The installation was created by Uncommon Creative Studio and titled “PAIN”. It appeared during New York Fashion Week (September 2025) in SoHo, New York, at 416 W Broadway.


Inside a glass-fronted claw machine sat a single authentic Hermès Birkin bag (estimated at around US $10,000).



Despite the public being invited to try their luck, the machine was intentionally programmed so the bag couldn’t realistically be won, weighted down, weak claw, and clear messaging that the prize was unattainable. Merchandise (tees, totes, hats, stickers) tied to the installation were available on-site and online, underlining the commentary.


The installation served as a metaphor for hustle culture, the inequality of opportunity, and the pain of striving for status in a city like New York. The prize (luxury bag) was tantalizingly visible yet unobtainable. The message: the game is rigged.


Why this works as marketing:
  • Emotion over product: The activation didn’t sell a product in the conventional sense; it sold a feeling: aspiration, frustration, intrigue.

  • Visual & viral appeal: The scene (glass box, expensive bag, crowd trying the claw) is visually striking and built to be photographed, filmed, and shared.

  • Cultural commentary & relevance: By tapping into feelings of aspiration vs. limitation, the installation resonates beyond luxury fashion into broader social themes.

  • Low clutter, high concept: No heavy branding, no obvious ad copy.
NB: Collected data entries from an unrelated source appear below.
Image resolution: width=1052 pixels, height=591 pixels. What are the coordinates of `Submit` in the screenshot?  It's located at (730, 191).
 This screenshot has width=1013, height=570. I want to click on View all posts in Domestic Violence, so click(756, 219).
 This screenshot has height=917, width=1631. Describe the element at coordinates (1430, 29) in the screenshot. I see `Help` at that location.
The concept is the message.

  • Earned media multiplier: Coverage by major outlets (including the Washington Post) amplifies the idea globally.



This is a brilliant marketing move. It doesn’t sell directly, but it earns attention, provokes thought, and elevates the brand (or in this case, the studio behind it) in a way that traditional advertising cannot. It becomes a moment, not just a message.